The Kaua‘i County Council will decide Wednesday whether to approve up to $100,000 for additional attorneys to defend Kaua‘i in lawsuits related to the Ka Loko Reservoir Dam breach. The March 14 dam failure, which sent 400 million gallons of
The Kaua‘i County Council will decide Wednesday whether to approve up to $100,000 for additional attorneys to defend Kaua‘i in lawsuits related to the Ka Loko Reservoir Dam breach.
The March 14 dam failure, which sent 400 million gallons of water down the Wailapa streambed, claimed the lives of seven people and took millions of dollars worth of property along with it.
Among the 40 plaintiffs suing over the Ka Loko Reservoir Dam breach are entertainer and Honolulu-native Bette Midler, who is suing for property damage, and Bruce Fehring, who not only lost property, but his daughter, grandson and son-in-law in the tragedy.
While Fehring is the lead plaintiff in the wrongful death lawsuit, Midler has taken the lead against Ka Loko Reservoir Dam owner and car dealership mogul James Pflueger in the property damage case.
The state of Hawai‘i and Kaua‘i County are also named as defendants in the case.
The County Attorney’s Office request for more money comes at the heels of an independent report released earlier this month that states that Kaua‘i officials failed to enforce illegal grading violations near Pflueger’s site 10 years ago.
The report, authored by Special Deputy Attorney General Robert Godbey, states that had county officials enforced the unlawful grading violation, the spillway might have never been filled in, and the dam’s structural integrity might have not been compromised.
According to a county memo dated Nov. 26, 1997, former county employee John Buist followed up on an anonymous tip to investigate a complaint about Pflueger’s grading, but was told by former Mayor Maryanne Kusaka that doing so was a “waste of manhours.”
Buist was a subordinate to former county engineer Cesar Portugal, whose daughter was working for Pflueger at the time.
In a separate county memo, Kusaka wrote that Pflueger had phoned the mayor’s office wanting to know who complained about grading on his property, but was told it was an anonymous source, causing Kusaka to question whether looking into such tips were efficient or effective.
After the county’s inaction in 1997, the county did not follow up on the grading violations for five years.
When county and state dam inspectors did go to the site, they “never noticed anything was amiss with the dam,” Godbey’s report states, noting, “While not all inspectors can be trained as dam safety inspectors, all inspectors could receive at least some basic training in this area.”
Though the County Attorney’s Office is asking the County Council for money for outside counsel at a public meeting, Deputy County Attorney Rosa Flores said it is the county’s policy not to disclose how many tax dollars are spent on legal costs or outside counsel.
“The legal costs of cases must remain confidential in order for the County Attorney’s Office to avoid providing a manifestly unfair advantage to any person who is a present or potential litigant against the county,” Flores said in a prepared statement.
The County Council will meet at 1:45 p.m. Wednesday in its chambers.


* WHAT IS BEING ASKED
Below are records; how many of their lines hold the string "product"? Reply with nothing but the number.

* ENTRIES PROVIDED
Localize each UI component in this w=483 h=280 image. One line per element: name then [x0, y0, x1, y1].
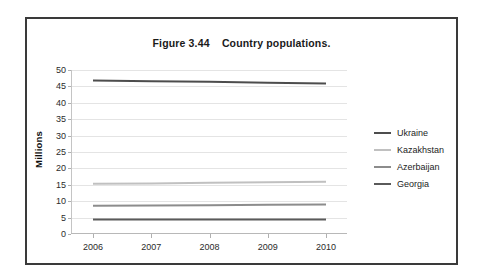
legend-label: Georgia	[397, 179, 429, 189]
x-tick-mark	[93, 234, 94, 238]
x-tick-label: 2010	[316, 242, 336, 252]
series-lines	[71, 70, 347, 234]
legend-swatch-icon	[374, 132, 391, 134]
y-tick-label: 50	[56, 65, 66, 75]
legend-item-georgia[interactable]: Georgia	[374, 175, 452, 192]
figure-title: Figure 3.44 Country populations.	[27, 37, 456, 49]
y-tick-label: 30	[56, 131, 66, 141]
legend-label: Kazakhstan	[397, 145, 444, 155]
legend-item-kazakhstan[interactable]: Kazakhstan	[374, 141, 452, 158]
legend-swatch-icon	[374, 166, 391, 168]
y-tick-label: 45	[56, 81, 66, 91]
y-tick-label: 35	[56, 114, 66, 124]
legend-label: Ukraine	[397, 128, 428, 138]
figure-frame: Figure 3.44 Country populations. Million…	[25, 17, 458, 265]
x-tick-label: 2006	[83, 242, 103, 252]
y-tick-label: 10	[56, 196, 66, 206]
x-tick-mark	[268, 234, 269, 238]
y-axis-title: Millions	[33, 131, 44, 168]
x-tick-mark	[210, 234, 211, 238]
y-tick-mark	[68, 234, 71, 235]
plot-area: 05101520253035404550 2006200720082009201…	[71, 70, 347, 234]
y-tick-label: 25	[56, 147, 66, 157]
legend-swatch-icon	[374, 149, 391, 151]
legend: UkraineKazakhstanAzerbaijanGeorgia	[374, 124, 452, 192]
x-tick-label: 2009	[258, 242, 278, 252]
legend-item-azerbaijan[interactable]: Azerbaijan	[374, 158, 452, 175]
y-tick-label: 0	[61, 229, 66, 239]
x-tick-mark	[151, 234, 152, 238]
legend-swatch-icon	[374, 183, 391, 185]
y-tick-label: 40	[56, 98, 66, 108]
series-line-azerbaijan	[93, 204, 326, 205]
y-tick-label: 5	[61, 213, 66, 223]
legend-label: Azerbaijan	[397, 162, 440, 172]
x-tick-label: 2008	[199, 242, 219, 252]
y-tick-label: 20	[56, 163, 66, 173]
x-tick-mark	[326, 234, 327, 238]
series-line-ukraine	[93, 81, 326, 84]
series-line-kazakhstan	[93, 182, 326, 184]
legend-item-ukraine[interactable]: Ukraine	[374, 124, 452, 141]
y-tick-label: 15	[56, 180, 66, 190]
x-tick-label: 2007	[141, 242, 161, 252]
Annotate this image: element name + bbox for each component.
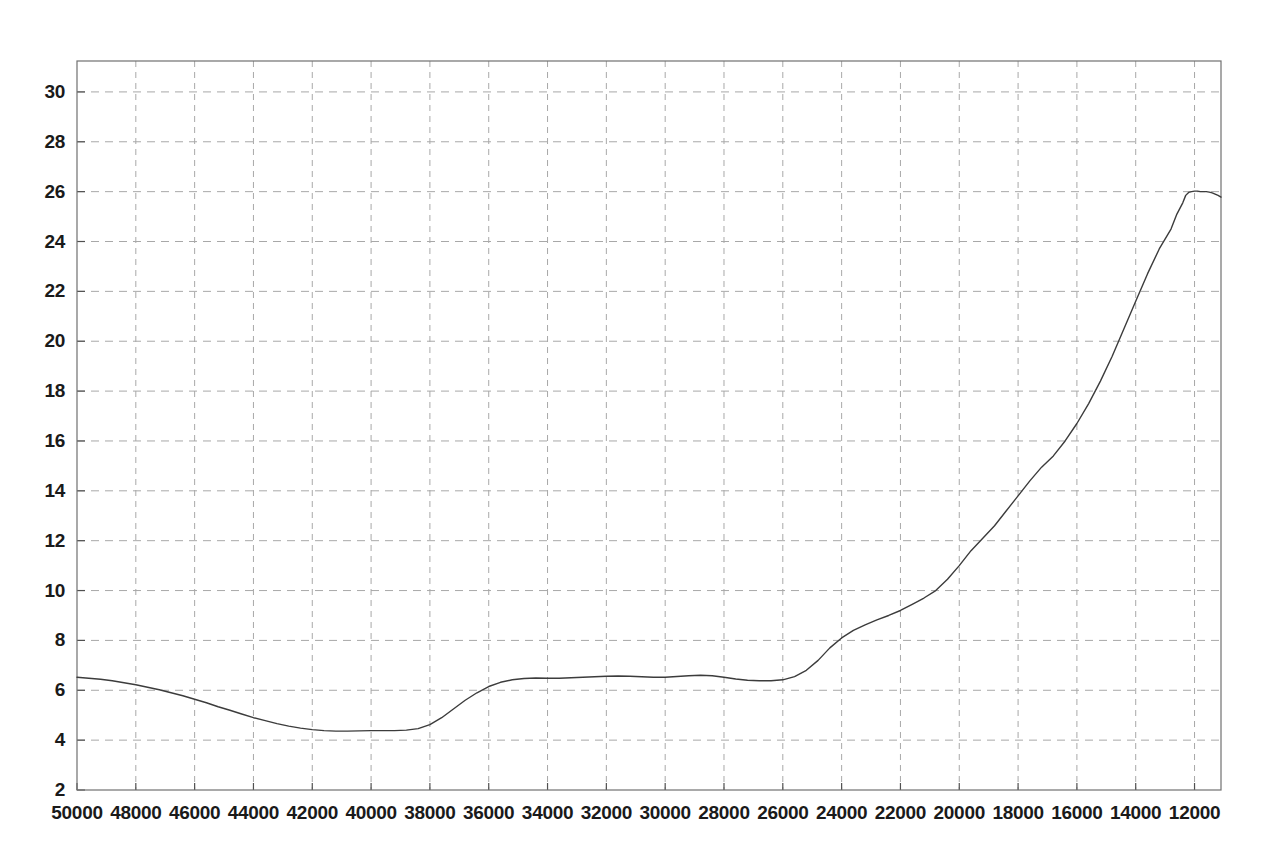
y-axis-ticks [77,92,85,790]
x-tick-label: 38000 [404,802,455,824]
chart-container: 5000048000460004400042000400003800036000… [0,0,1274,853]
vertical-gridlines [136,61,1195,790]
y-tick-label: 28 [0,131,65,153]
y-tick-label: 30 [0,81,65,103]
data-series-line [77,191,1221,731]
x-tick-label: 50000 [51,802,102,824]
y-tick-label: 18 [0,380,65,402]
chart-plot-area [0,0,1274,853]
x-tick-label: 34000 [522,802,573,824]
x-tick-label: 24000 [816,802,867,824]
x-tick-label: 14000 [1110,802,1161,824]
y-tick-label: 10 [0,580,65,602]
y-tick-label: 8 [0,629,65,651]
y-tick-label: 4 [0,729,65,751]
y-tick-label: 24 [0,231,65,253]
y-tick-label: 2 [0,779,65,801]
x-tick-label: 26000 [757,802,808,824]
y-tick-label: 14 [0,480,65,502]
y-tick-label: 26 [0,181,65,203]
x-tick-label: 48000 [110,802,161,824]
x-tick-label: 40000 [345,802,396,824]
x-axis-ticks [77,783,1195,790]
y-tick-label: 22 [0,280,65,302]
x-tick-label: 42000 [287,802,338,824]
x-tick-label: 18000 [992,802,1043,824]
plot-border [77,61,1221,790]
x-tick-label: 36000 [463,802,514,824]
y-tick-label: 12 [0,530,65,552]
x-tick-label: 46000 [169,802,220,824]
x-tick-label: 32000 [581,802,632,824]
x-tick-label: 44000 [228,802,279,824]
y-tick-label: 16 [0,430,65,452]
x-tick-label: 20000 [934,802,985,824]
x-tick-label: 22000 [875,802,926,824]
y-tick-label: 20 [0,330,65,352]
x-tick-label: 16000 [1051,802,1102,824]
y-tick-label: 6 [0,679,65,701]
x-tick-label: 28000 [698,802,749,824]
x-tick-label: 30000 [640,802,691,824]
horizontal-gridlines [77,92,1221,740]
x-tick-label: 12000 [1169,802,1220,824]
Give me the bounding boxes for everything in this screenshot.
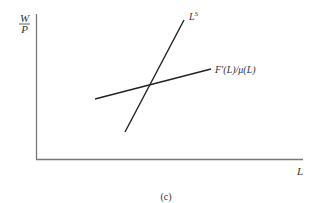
- y-axis-label-denominator: P: [20, 23, 28, 35]
- labor-supply-curve: [125, 20, 184, 132]
- diagram: W P L LS F′(L)/μ(L) (c): [0, 0, 321, 203]
- marginal-product-over-markup-label: F′(L)/μ(L): [214, 64, 256, 76]
- labor-supply-label: LS: [188, 10, 199, 22]
- marginal-product-over-markup-curve: [95, 69, 211, 99]
- x-axis-label: L: [296, 165, 303, 177]
- y-axis-label: W P: [19, 12, 30, 36]
- y-axis-label-numerator: W: [20, 12, 30, 24]
- figure-caption: (c): [160, 191, 171, 203]
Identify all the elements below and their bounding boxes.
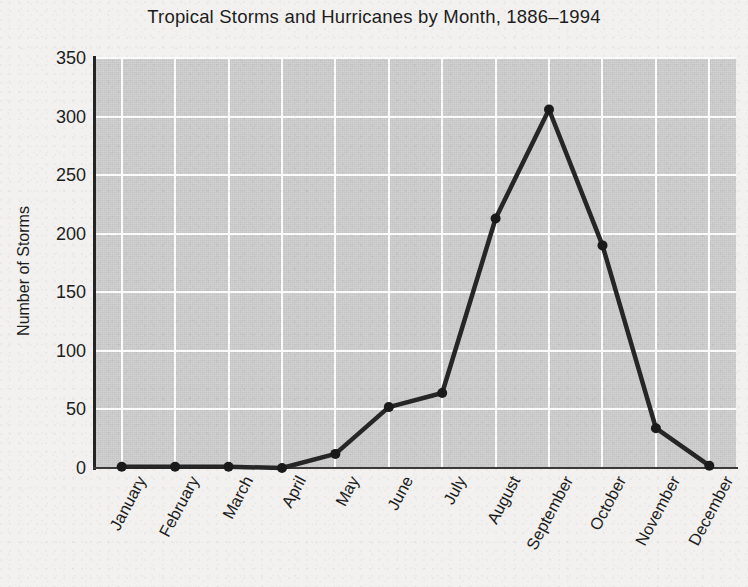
y-tick-label: 150 <box>18 283 86 301</box>
y-tick-label: 100 <box>18 342 86 360</box>
x-tick-label-text: June <box>384 473 415 512</box>
x-tick-label-text: November <box>632 473 682 548</box>
series-markers <box>117 105 715 474</box>
x-tick-label: July <box>434 470 462 504</box>
x-tick-label: February <box>150 470 196 536</box>
y-tick-label: 350 <box>18 49 86 67</box>
x-tick-label: March <box>213 470 249 518</box>
chart-title: Tropical Storms and Hurricanes by Month,… <box>0 6 748 28</box>
y-tick-label: 0 <box>18 459 86 477</box>
x-tick-label: January <box>100 470 142 530</box>
x-tick-label: August <box>478 470 517 523</box>
data-point-marker <box>437 388 447 398</box>
x-tick-label: April <box>272 470 302 507</box>
x-tick-label: November <box>626 470 676 545</box>
data-point-marker <box>651 423 661 433</box>
series-polyline <box>122 110 710 469</box>
x-tick-label-text: January <box>106 473 148 533</box>
x-tick-label-text: July <box>441 473 469 507</box>
y-tick-label: 50 <box>18 400 86 418</box>
y-tick-label: 200 <box>18 225 86 243</box>
data-point-marker <box>330 449 340 459</box>
data-point-marker <box>544 105 554 115</box>
x-tick-label: October <box>581 470 623 530</box>
data-point-marker <box>384 402 394 412</box>
x-tick-label-text: April <box>279 473 309 510</box>
x-tick-label-text: October <box>587 473 629 533</box>
x-tick-label-text: December <box>686 473 736 548</box>
x-tick-label: December <box>680 470 730 545</box>
x-axis-tick-labels: JanuaryFebruaryMarchAprilMayJuneJulyAugu… <box>95 470 736 587</box>
x-tick-label-text: May <box>333 473 362 508</box>
x-tick-label-text: March <box>219 473 255 521</box>
data-point-marker <box>491 214 501 224</box>
x-tick-label: June <box>378 470 409 509</box>
chart-figure: Tropical Storms and Hurricanes by Month,… <box>0 0 748 587</box>
data-series-line <box>95 58 736 468</box>
x-tick-label-text: February <box>156 473 202 539</box>
y-tick-label: 250 <box>18 166 86 184</box>
y-tick-label: 300 <box>18 108 86 126</box>
data-point-marker <box>598 240 608 250</box>
x-tick-label: May <box>327 470 356 505</box>
y-axis-tick-labels: 350300250200150100500 <box>18 58 86 468</box>
x-tick-label-text: August <box>484 473 523 526</box>
x-tick-label-text: September <box>523 473 575 552</box>
x-tick-label: September <box>517 470 569 549</box>
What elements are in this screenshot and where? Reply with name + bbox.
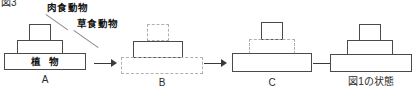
panel-b-tier-herbivore bbox=[133, 41, 183, 58]
arrow-b-to-c bbox=[204, 58, 228, 69]
carnivore-annotation-label: 肉食動物 bbox=[47, 2, 89, 13]
panel-b-tier-plants bbox=[121, 57, 203, 74]
panel-a-tier-herbivore bbox=[17, 40, 63, 54]
panel-d-tier-carnivore bbox=[359, 24, 381, 41]
panel-c: C bbox=[232, 22, 320, 92]
panel-b-caption: B bbox=[121, 77, 203, 88]
panel-c-tier-plants bbox=[232, 53, 312, 72]
panel-a-tier-plants: 植 物 bbox=[4, 53, 86, 70]
arrow-a-to-b bbox=[94, 58, 118, 69]
panel-b: B bbox=[121, 24, 209, 92]
panel-d-tier-plants bbox=[330, 54, 412, 72]
figure-number-label: 図3 bbox=[1, 0, 17, 8]
panel-d-caption: 図1の状態 bbox=[330, 76, 412, 87]
panel-c-tier-carnivore bbox=[261, 22, 283, 40]
panel-c-caption: C bbox=[232, 77, 312, 88]
panel-a-caption: A bbox=[4, 74, 86, 85]
panel-b-tier-carnivore bbox=[147, 24, 169, 41]
panel-a: 植 物 A bbox=[4, 24, 92, 92]
panel-a-plants-label: 植 物 bbox=[5, 57, 85, 67]
ecological-pyramid-figure: 図3 肉食動物 草食動物 植 物 A B C bbox=[0, 0, 414, 112]
panel-a-tier-carnivore bbox=[29, 24, 51, 41]
panel-c-tier-herbivore bbox=[249, 39, 295, 54]
panel-d-tier-herbivore bbox=[347, 40, 393, 55]
panel-final-state: 図1の状態 bbox=[330, 24, 414, 92]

* WRITTEN ANSWER
2